USGS


Enceladus

Saturnian System

 All of Saturn's larger satellites are made
mostly of water ice with some lesser rock component. With the
exception of Enceladus, whose surface appears to be virtually
pure ice, these moons' surfaces are made of dirty ice, with models
suggesting increasing amount of rocky material toward their centers.
Enceladus, Tethys, and Dione all exhibit widely varied crater
densities and large canyons, indicating that they have all been
substantially affected by geologic activity. A likely geologic
process on these icy bodies is cryovolcanism, which involves partial
melting of an icy satellite's interior and resultant outpourings
of icy liquids. Ammonia-water cryovolcanism is widely suspected
on all three objects, because the amount of heat available to
drive geologic activity there is very meager, and ammonia-water
ices (an expected component of Saturnian satellites) have a very
low melting point, 176 K (-97 oC).

Enceladus has a density only slightly more than that of pure water and is the least dense Saturnian satellite, therefore the least rocky of all the icy satellites yet known. Evidence of geologic activity abounds; its ridged terrain, for example, is so sparsely cratered (of the icy satellites, only Europa is less cratered) that some geologists believe it may still be active. Enceladus also has some very heavily cratered terrain, and terrain with intermediate crater densities, indicating that it has had a protracted history of geologic activity. Tectonic activity is evidenced by mountains 1 to 2 km high, strike-slip faults, normal faults, and folded strata. All these indicate that large blocks of Enceladus' surface have shifted relative to one another. As with Io and Europa, the driving energy for this activity may be the tidal interactions from orbital resonance-in this case Dione and Saturn causing the tidal heating that led to partial melting and softening of the interior.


Problem requirements -
From the entries, copy out every line in which the word "Hole" is found.

Stored entries -
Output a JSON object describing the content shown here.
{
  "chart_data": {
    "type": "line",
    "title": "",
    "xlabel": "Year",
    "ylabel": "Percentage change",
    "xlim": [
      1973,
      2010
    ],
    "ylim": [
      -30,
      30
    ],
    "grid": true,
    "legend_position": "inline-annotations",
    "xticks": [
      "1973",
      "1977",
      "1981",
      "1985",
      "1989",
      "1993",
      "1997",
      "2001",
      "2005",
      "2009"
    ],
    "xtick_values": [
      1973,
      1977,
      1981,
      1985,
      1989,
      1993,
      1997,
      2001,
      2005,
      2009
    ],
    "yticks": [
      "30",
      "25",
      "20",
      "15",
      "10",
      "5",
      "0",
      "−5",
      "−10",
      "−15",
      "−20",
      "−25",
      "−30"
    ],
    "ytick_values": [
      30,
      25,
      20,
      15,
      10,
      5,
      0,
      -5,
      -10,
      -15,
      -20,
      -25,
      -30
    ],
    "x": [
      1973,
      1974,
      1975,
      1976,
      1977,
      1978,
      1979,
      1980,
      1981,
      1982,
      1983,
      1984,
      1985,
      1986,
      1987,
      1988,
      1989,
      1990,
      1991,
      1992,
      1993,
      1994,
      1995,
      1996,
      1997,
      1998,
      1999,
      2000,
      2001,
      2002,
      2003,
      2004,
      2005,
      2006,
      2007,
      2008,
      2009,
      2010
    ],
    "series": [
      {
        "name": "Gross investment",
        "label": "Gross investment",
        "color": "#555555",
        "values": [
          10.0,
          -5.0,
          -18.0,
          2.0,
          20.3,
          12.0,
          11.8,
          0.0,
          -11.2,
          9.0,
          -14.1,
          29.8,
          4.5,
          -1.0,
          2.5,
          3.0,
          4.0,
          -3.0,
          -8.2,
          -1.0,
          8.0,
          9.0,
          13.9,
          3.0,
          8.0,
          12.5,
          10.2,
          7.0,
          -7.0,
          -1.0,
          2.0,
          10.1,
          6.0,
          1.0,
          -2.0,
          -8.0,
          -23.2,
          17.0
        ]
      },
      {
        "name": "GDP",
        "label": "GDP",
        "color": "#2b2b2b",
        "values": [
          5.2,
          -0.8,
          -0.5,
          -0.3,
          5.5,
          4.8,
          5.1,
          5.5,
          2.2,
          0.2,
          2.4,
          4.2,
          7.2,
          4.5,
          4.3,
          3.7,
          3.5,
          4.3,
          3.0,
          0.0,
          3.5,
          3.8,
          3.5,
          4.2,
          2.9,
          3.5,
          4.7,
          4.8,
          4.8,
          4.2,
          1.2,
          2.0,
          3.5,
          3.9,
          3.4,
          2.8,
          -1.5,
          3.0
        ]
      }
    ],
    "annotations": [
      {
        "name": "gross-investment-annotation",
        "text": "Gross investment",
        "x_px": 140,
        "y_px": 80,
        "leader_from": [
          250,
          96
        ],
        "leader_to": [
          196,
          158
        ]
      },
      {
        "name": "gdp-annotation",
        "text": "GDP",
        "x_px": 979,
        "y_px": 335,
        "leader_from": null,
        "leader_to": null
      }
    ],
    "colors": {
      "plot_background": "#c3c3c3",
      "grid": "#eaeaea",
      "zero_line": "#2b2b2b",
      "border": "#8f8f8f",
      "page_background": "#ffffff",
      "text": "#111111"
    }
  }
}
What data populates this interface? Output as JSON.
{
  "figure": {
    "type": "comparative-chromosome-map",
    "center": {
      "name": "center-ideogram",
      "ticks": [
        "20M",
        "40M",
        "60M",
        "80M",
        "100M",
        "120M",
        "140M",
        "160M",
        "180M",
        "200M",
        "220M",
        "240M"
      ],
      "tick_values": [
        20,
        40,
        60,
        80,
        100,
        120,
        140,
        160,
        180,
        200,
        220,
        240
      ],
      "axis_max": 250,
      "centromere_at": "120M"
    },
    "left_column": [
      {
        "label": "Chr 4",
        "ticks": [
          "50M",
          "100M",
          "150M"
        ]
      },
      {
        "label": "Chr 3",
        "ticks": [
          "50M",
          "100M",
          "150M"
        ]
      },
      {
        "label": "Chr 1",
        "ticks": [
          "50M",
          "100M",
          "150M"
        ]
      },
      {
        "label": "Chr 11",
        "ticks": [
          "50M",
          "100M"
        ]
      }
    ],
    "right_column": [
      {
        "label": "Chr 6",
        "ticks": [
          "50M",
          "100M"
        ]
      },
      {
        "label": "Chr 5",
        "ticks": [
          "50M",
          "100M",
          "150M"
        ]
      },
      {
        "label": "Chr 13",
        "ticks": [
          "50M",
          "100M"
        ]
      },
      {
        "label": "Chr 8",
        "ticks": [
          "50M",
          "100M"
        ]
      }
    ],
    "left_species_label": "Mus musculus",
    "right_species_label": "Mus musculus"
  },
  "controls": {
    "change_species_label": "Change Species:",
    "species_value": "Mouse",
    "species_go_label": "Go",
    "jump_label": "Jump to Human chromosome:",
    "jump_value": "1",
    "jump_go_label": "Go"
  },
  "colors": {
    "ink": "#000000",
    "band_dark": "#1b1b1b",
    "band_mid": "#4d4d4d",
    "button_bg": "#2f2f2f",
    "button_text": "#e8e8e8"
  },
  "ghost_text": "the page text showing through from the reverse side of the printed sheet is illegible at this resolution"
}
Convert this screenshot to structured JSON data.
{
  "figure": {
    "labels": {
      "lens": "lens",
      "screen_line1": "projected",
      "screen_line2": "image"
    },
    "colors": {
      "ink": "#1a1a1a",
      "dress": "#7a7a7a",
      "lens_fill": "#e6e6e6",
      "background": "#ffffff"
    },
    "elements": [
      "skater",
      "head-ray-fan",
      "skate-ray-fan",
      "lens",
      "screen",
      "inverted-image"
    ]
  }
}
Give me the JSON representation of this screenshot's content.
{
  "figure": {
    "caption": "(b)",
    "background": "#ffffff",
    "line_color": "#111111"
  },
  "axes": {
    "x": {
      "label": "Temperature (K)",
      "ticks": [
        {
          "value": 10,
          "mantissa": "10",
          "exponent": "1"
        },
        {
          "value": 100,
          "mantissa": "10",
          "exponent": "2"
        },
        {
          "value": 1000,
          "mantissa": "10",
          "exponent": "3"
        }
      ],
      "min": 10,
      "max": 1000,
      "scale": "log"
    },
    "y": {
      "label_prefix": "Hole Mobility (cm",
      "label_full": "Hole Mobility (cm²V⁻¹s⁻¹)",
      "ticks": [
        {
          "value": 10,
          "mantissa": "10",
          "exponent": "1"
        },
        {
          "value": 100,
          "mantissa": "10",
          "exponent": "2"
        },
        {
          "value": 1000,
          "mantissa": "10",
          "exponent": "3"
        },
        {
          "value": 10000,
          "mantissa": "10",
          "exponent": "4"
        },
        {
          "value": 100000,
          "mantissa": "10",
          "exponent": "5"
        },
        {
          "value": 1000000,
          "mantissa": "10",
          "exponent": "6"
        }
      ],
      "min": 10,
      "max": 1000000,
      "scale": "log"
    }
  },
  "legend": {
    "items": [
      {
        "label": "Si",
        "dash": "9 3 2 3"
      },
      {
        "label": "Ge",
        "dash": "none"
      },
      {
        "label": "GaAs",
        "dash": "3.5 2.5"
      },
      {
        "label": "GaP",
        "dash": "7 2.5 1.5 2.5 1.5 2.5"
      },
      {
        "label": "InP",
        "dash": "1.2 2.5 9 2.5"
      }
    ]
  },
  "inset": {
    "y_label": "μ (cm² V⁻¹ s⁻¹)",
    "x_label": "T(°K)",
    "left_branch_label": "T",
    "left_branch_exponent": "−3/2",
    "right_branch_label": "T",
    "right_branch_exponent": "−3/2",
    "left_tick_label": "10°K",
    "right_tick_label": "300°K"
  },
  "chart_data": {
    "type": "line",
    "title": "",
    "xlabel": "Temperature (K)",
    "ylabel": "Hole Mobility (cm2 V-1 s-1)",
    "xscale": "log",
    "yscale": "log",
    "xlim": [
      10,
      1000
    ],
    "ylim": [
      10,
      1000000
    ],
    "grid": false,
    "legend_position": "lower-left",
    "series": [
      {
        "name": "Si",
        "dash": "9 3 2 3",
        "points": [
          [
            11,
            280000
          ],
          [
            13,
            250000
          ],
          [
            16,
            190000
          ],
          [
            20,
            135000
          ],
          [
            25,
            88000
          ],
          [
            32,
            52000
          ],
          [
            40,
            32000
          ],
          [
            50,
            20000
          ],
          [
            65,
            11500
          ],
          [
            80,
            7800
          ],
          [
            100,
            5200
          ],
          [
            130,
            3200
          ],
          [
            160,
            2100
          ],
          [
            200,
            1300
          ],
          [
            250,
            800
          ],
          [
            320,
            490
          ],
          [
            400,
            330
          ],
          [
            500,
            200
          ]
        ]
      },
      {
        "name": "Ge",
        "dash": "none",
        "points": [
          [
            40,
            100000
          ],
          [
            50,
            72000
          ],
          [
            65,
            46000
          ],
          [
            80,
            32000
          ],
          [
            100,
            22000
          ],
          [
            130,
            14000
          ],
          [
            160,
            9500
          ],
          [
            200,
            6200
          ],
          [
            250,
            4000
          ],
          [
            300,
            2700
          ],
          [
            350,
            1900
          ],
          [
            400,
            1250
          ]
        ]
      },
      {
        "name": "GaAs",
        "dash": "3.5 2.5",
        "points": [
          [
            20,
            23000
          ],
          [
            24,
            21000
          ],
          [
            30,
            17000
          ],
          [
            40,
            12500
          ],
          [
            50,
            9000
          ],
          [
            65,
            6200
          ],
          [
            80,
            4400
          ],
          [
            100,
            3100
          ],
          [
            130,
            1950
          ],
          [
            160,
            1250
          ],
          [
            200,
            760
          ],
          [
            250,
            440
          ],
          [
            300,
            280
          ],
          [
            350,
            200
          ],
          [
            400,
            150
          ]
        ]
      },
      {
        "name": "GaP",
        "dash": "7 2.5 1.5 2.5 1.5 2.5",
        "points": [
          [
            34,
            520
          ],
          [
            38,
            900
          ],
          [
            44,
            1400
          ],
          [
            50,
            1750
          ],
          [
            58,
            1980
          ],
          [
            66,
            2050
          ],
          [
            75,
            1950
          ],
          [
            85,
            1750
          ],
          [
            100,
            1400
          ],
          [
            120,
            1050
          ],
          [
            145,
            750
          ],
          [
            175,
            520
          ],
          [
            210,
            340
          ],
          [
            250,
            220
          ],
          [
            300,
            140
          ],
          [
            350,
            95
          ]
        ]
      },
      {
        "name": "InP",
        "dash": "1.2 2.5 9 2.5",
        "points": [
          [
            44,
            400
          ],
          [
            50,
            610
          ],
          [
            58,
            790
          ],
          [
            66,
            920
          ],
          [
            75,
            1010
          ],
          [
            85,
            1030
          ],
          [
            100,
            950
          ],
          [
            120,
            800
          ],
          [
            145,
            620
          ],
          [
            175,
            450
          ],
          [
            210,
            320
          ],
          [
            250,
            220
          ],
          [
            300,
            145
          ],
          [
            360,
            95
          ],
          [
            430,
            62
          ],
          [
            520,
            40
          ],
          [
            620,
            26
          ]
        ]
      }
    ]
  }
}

Result below -
      "label_prefix": "Hole Mobility (cm",
      "label_full": "Hole Mobility (cm²V⁻¹s⁻¹)",
    "ylabel": "Hole Mobility (cm2 V-1 s-1)",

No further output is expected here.